From these starting points, I suspect we'll just end up going round in circles like we always have, so let's not.

I don't care as long as I and my people survive.

If it were up to me, Israel would finally refuse to compromise.

But you, my friend, have a tendency to see evil where there is none.

I see evil among people who dress in dark black, wear masks, and chant songs that wish for my death.

You see evil among ordinary people just because they are Israelis. And at the same time you wonder why I could possibly be pessimistic about the prospects of Jewish survival without Israel to protect them.

If you had read Nizo's text and not immediately thought that he was talking about hatred among Jews, I wouldn't be as worried. But the undercurrent is clear: you and other automatically add an assumption that Jews are a bit more evil than other people.

And that's the problem. It has always been the problem.

Israel is and has been a saviour. That's why Sudanese refugees flee to Israel. It's not a fantasy, it's the brutal reality.

Can you tell me where exactly in the middle-east non-Arab peoples have lived peaceful lives or at the very least survived without losing tens of thousands to Arab attacks in the last hundred years?

If you, like me, find that ONLY the Jews had such luck, you will understand what Israel means to me.

I'll give you a hint: Morocco is the only place in the middle-east where non-Arab peoples have lived in peace. But they are not allowed to teach their own language in schools, form political parties, or decide whom they want to befriend and whom they don't. Everywhere else it's worse, except in Israel where the non-Arab people fought back and won.

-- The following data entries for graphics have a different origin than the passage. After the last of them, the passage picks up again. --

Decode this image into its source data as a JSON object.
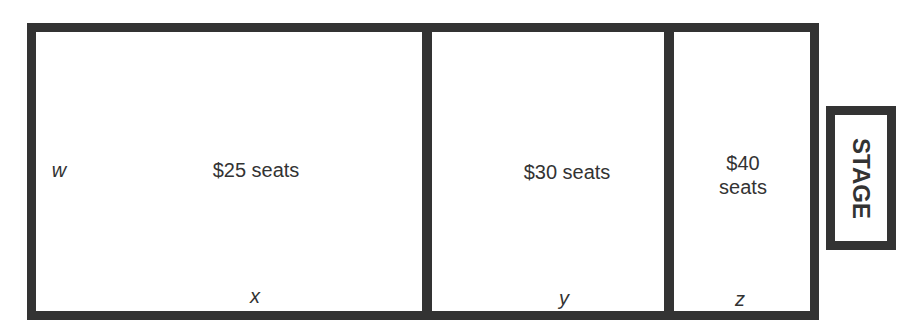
{
  "sections": [
    {
      "label": "$25 seats",
      "variable": "x"
    },
    {
      "label": "$30 seats",
      "variable": "y"
    },
    {
      "label_line1": "$40",
      "label_line2": "seats",
      "variable": "z"
    }
  ],
  "side_variable": "w",
  "stage_label": "STAGE"
}
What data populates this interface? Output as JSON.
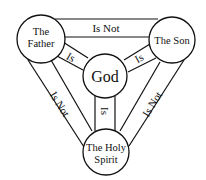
{
  "diagram": {
    "type": "shield-of-the-trinity",
    "colors": {
      "stroke": "#111111",
      "background": "#ffffff",
      "text": "#111111"
    },
    "nodes": {
      "father": {
        "lines": [
          "The",
          "Father"
        ]
      },
      "son": {
        "lines": [
          "The Son"
        ]
      },
      "god": {
        "lines": [
          "God"
        ]
      },
      "spirit": {
        "lines": [
          "The Holy",
          "Spirit"
        ]
      }
    },
    "edges": {
      "father_son": {
        "label": "Is Not"
      },
      "father_spirit": {
        "label": "Is Not"
      },
      "son_spirit": {
        "label": "Is Not"
      },
      "father_god": {
        "label": "Is"
      },
      "son_god": {
        "label": "Is"
      },
      "spirit_god": {
        "label": "Is"
      }
    }
  }
}
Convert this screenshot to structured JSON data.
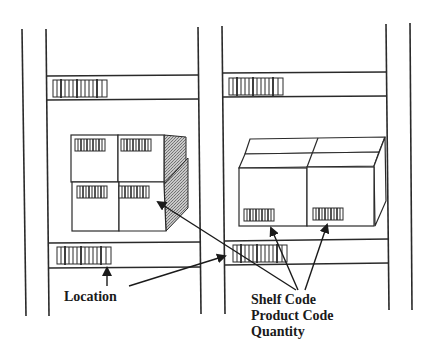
{
  "diagram": {
    "labels": {
      "location": "Location",
      "stack": [
        "Shelf Code",
        "Product Code",
        "Quantity"
      ]
    },
    "colors": {
      "line": "#2a2a2a",
      "hatch": "#9a9a9a",
      "background": "#ffffff"
    },
    "components": {
      "uprights": [
        "left-outer",
        "left-inner",
        "center-left",
        "center-right",
        "right-inner",
        "right-outer"
      ],
      "shelf_rails": [
        "left-top-rail",
        "left-bottom-rail",
        "right-top-rail",
        "right-bottom-rail"
      ],
      "barcodes": [
        "left-top-shelf-barcode",
        "left-bottom-shelf-barcode",
        "right-top-shelf-barcode",
        "right-bottom-shelf-barcode",
        "left-box-barcode-1",
        "left-box-barcode-2",
        "left-box-barcode-3",
        "left-box-barcode-4",
        "right-box-barcode-1",
        "right-box-barcode-2"
      ],
      "boxes": [
        "left-stacked-boxes",
        "right-cartons"
      ]
    }
  }
}
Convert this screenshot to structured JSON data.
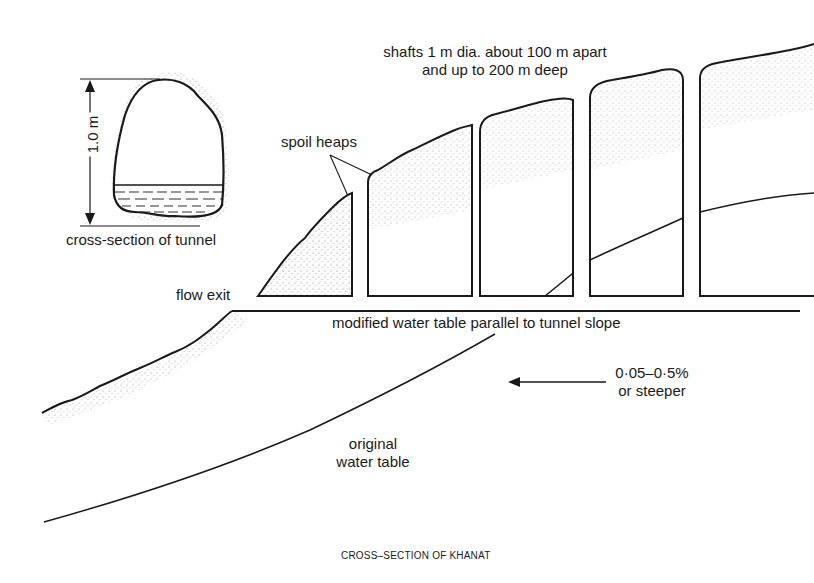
{
  "figure": {
    "caption": "CROSS–SECTION OF KHANAT",
    "colors": {
      "ink": "#1a1a1a",
      "background": "#ffffff",
      "stipple": "#555555"
    }
  },
  "labels": {
    "shafts_line1": "shafts 1 m dia. about 100 m apart",
    "shafts_line2": "and up to 200 m deep",
    "spoil_heaps": "spoil heaps",
    "flow_exit": "flow exit",
    "modified_water_table": "modified water table parallel to tunnel slope",
    "slope_line1": "0·05–0·5%",
    "slope_line2": "or steeper",
    "original_line1": "original",
    "original_line2": "water table",
    "tunnel_cross_section": "cross-section of tunnel",
    "tunnel_height": "1.0 m"
  },
  "shafts": [
    {
      "name": "shaft-1",
      "x_left": 368,
      "x_right": 418
    },
    {
      "name": "shaft-2",
      "x_left": 480,
      "x_right": 573
    },
    {
      "name": "shaft-3",
      "x_left": 590,
      "x_right": 683
    },
    {
      "name": "shaft-4",
      "x_left": 700,
      "x_right": 814
    }
  ]
}
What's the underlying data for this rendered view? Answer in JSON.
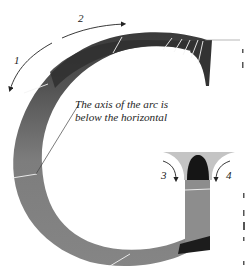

Ask a Christian and/or black Sudanese what they think about Israel. Ask a Kurd. Ask yourself why Lebanese Christians allied with Israel. Ask the separatists in Somalia why they want an alliance with Israel. For the oppressed Israel is a symbol of freedom. And for the wealthy and powerful Israel is a symbol of evil uncompromising imperialism.

And I'd rather be supporting a country that is hated by the powerful and adored by the oppressed than vice versa.